Minor League Football System (1990)
Tombstone
Born: 1990 – MLFS expansion franchise
Folded: Postseason 1990
First Game: July 14, 1990 (L 26-14 @ Harrisburg Patriots)
Last Game: September 29, 1990 (W 67-0 vs. “Bay State Titans”)*
*See below for the circumstances of this very odd final game
MLFS Championships: None
Stadium
Lackawanna County Stadium
Opened: 1989
Marketing
Team Colors:
Ownership
Owner: Bob Olivetti, et al.
Background
Luckless semi-pro football outfit that played a single season at Scranton-Wilkes Barre’s minor league baseball stadium in the summer of 1990. The Scranton Wilkes-Barre Stallions signed former New York Jets and New Jersey Generals (USFL) head coach Walt Michaels to run the team. Quarterback Walter Briggs was a Montclair State grad who appeared in a single game for the New York Jets as a replacement player during the 1987 NFL players strike.
The Minor League Football System was an odd concept. While the teams were big budget in some areas – the Stallions had to pay for charter flights to distant games in Macon, Georgia and Fresno, California – the players themselves played for nothing. Teams were supposed to help their players find local jobs, but the paid no salaries. Nevertheless, league officials bucked the “semi-pro” label and sought to establish the MLFS as a developmental system for the NFL. (The league would produce just one NFL regular – defensive end Eric Swann – in its two-year history).
The team drew decent crowds to start, including more than 5,000 for a pre-season exhibition against Swann’s Bay State Titans. But the Stallions season went south quickly. Walt Michaels fell ill and left the team after a couple of games. After a 2-2 start, the team dropped six straight games to fall to the bottom of the league standings. Two MLFS franchises folded in midseason as the league began to implode around the Stallions.
The End
In a strange denouement, the MLFS ended its season two weeks early in September 1990 and moved to a hastily scheduled playoff. The Stallions were well out of contention but team officials decided to finish out their schedule, apparently in order to avoid lawsuits from local sponsors. This resulted in a bizarre season finale at Lackawanna County Stadium on September 29, 1990 against the Bay State Titans. The real Titans team were eliminated in the league’s abbreviated playoffs the weekend before. The Stallions threatened to bring suit against Titans owner Vic Gatto if they failed to show up for the original scheduled game in Pennsylvania. Gatto appealed to his (unpaid) team to travel to SWB for the game. They reportedly physically ejected the owner from the team’s locker room. Gatto then fired his (unpaid) players and rounded up a team of semi-pro replacements from the Carolinas to play the game. The Stallions blew out the “Titans” 67-0. Then both teams folded along with the rest of the all-but-forgotten Minor League Football System.
Trivia
From the All-Name Team: The Scranton/Wilkes-Barre Stallions featured a former University of Miami running back named J.C. Penny.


Pictures stay out of the answer, but every line of the material must be restated exactly.

*RECORDS PROVIDED*
• • • • • • •
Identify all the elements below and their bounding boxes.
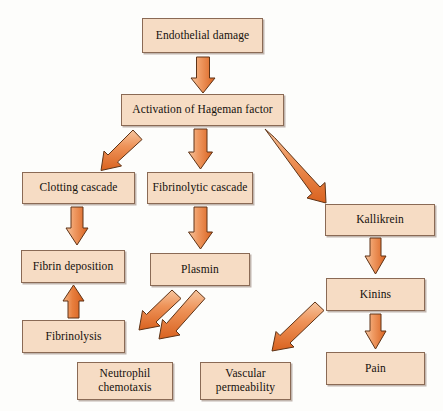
arrow-plasmin-to-neutrophil [159, 290, 205, 339]
arrow-hageman-to-clotting [101, 130, 142, 171]
node-label: Neutrophil chemotaxis [98, 367, 151, 394]
node-label: Clotting cascade [40, 181, 118, 195]
flowchart-diagram: Endothelial damage Activation of Hageman… [0, 0, 443, 411]
node-kallikrein[interactable]: Kallikrein [325, 204, 435, 236]
node-fibrinolysis[interactable]: Fibrinolysis [22, 320, 125, 353]
node-label: Kallikrein [356, 213, 404, 227]
arrow-hageman-to-kallikrein [265, 129, 326, 203]
node-kinins[interactable]: Kinins [326, 278, 425, 311]
node-label: Plasmin [181, 263, 219, 277]
node-fibrinolytic-cascade[interactable]: Fibrinolytic cascade [147, 172, 253, 204]
node-label: Endothelial damage [156, 29, 249, 43]
node-label: Activation of Hageman factor [132, 103, 272, 117]
arrow-clotting-to-fibrin [66, 207, 88, 245]
node-label: Fibrin deposition [33, 260, 114, 274]
node-label: Vascular permeability [216, 367, 275, 394]
node-neutrophil-chemotaxis[interactable]: Neutrophil chemotaxis [77, 362, 173, 400]
node-vascular-permeability[interactable]: Vascular permeability [200, 362, 291, 400]
arrow-kinins-to-pain [365, 314, 386, 349]
node-fibrin-deposition[interactable]: Fibrin deposition [21, 250, 125, 283]
node-label: Pain [365, 362, 386, 376]
node-endothelial-damage[interactable]: Endothelial damage [142, 18, 263, 53]
arrow-fibrinolytic-to-plasmin [189, 207, 213, 249]
node-clotting-cascade[interactable]: Clotting cascade [22, 172, 135, 204]
node-label: Kinins [360, 288, 391, 302]
node-label: Fibrinolytic cascade [153, 181, 248, 195]
node-hageman-activation[interactable]: Activation of Hageman factor [121, 94, 284, 126]
arrow-endothelial-to-hageman [191, 57, 215, 93]
arrow-plasmin-to-fibrinolysis [139, 290, 181, 330]
node-plasmin[interactable]: Plasmin [150, 253, 250, 286]
arrow-kallikrein-to-kinins [365, 238, 386, 274]
node-label: Fibrinolysis [45, 330, 101, 344]
arrow-kinins-to-vascular [272, 302, 324, 351]
arrow-hageman-to-fibrinolytic [189, 129, 213, 169]
arrow-fibrinolysis-to-fibrin [63, 285, 84, 318]
node-pain[interactable]: Pain [326, 352, 425, 385]
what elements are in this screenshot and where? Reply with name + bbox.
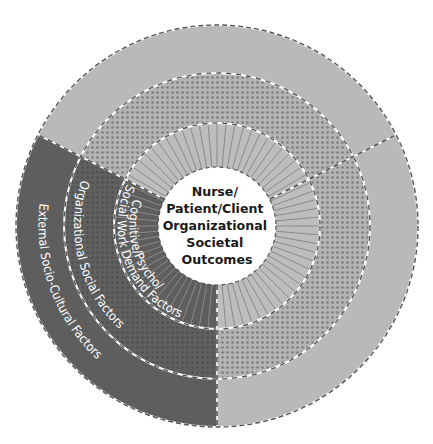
• • • • • • •
*EXERCISE RESULT*
Identify all the elements below and their bounding boxes.
arrow-plasmin-to-neutrophil [159, 290, 205, 339]
arrow-hageman-to-clotting [101, 130, 142, 171]
node-label: Neutrophil chemotaxis [98, 367, 151, 394]
node-label: Clotting cascade [40, 181, 118, 195]
flowchart-diagram: Endothelial damage Activation of Hageman… [0, 0, 443, 411]
node-kallikrein[interactable]: Kallikrein [325, 204, 435, 236]
node-fibrinolysis[interactable]: Fibrinolysis [22, 320, 125, 353]
node-label: Kallikrein [356, 213, 404, 227]
arrow-hageman-to-kallikrein [265, 129, 326, 203]
node-kinins[interactable]: Kinins [326, 278, 425, 311]
node-label: Plasmin [181, 263, 219, 277]
node-fibrinolytic-cascade[interactable]: Fibrinolytic cascade [147, 172, 253, 204]
node-label: Endothelial damage [156, 29, 249, 43]
node-label: Activation of Hageman factor [132, 103, 272, 117]
arrow-clotting-to-fibrin [66, 207, 88, 245]
node-label: Fibrin deposition [33, 260, 114, 274]
node-label: Vascular permeability [216, 367, 275, 394]
node-neutrophil-chemotaxis[interactable]: Neutrophil chemotaxis [77, 362, 173, 400]
node-vascular-permeability[interactable]: Vascular permeability [200, 362, 291, 400]
arrow-kinins-to-pain [365, 314, 386, 349]
node-fibrin-deposition[interactable]: Fibrin deposition [21, 250, 125, 283]
node-label: Pain [365, 362, 386, 376]
node-endothelial-damage[interactable]: Endothelial damage [142, 18, 263, 53]
arrow-fibrinolytic-to-plasmin [189, 207, 213, 249]
node-clotting-cascade[interactable]: Clotting cascade [22, 172, 135, 204]
node-label: Kinins [360, 288, 391, 302]
node-label: Fibrinolytic cascade [153, 181, 248, 195]
node-hageman-activation[interactable]: Activation of Hageman factor [121, 94, 284, 126]
arrow-endothelial-to-hageman [191, 57, 215, 93]
arrow-plasmin-to-fibrinolysis [139, 290, 181, 330]
node-plasmin[interactable]: Plasmin [150, 253, 250, 286]
arrow-kallikrein-to-kinins [365, 238, 386, 274]
node-label: Fibrinolysis [45, 330, 101, 344]
arrow-kinins-to-vascular [272, 302, 324, 351]
arrow-hageman-to-fibrinolytic [189, 129, 213, 169]
arrow-fibrinolysis-to-fibrin [63, 285, 84, 318]
node-pain[interactable]: Pain [326, 352, 425, 385]
what elements are in this screenshot and where? Reply with name + bbox.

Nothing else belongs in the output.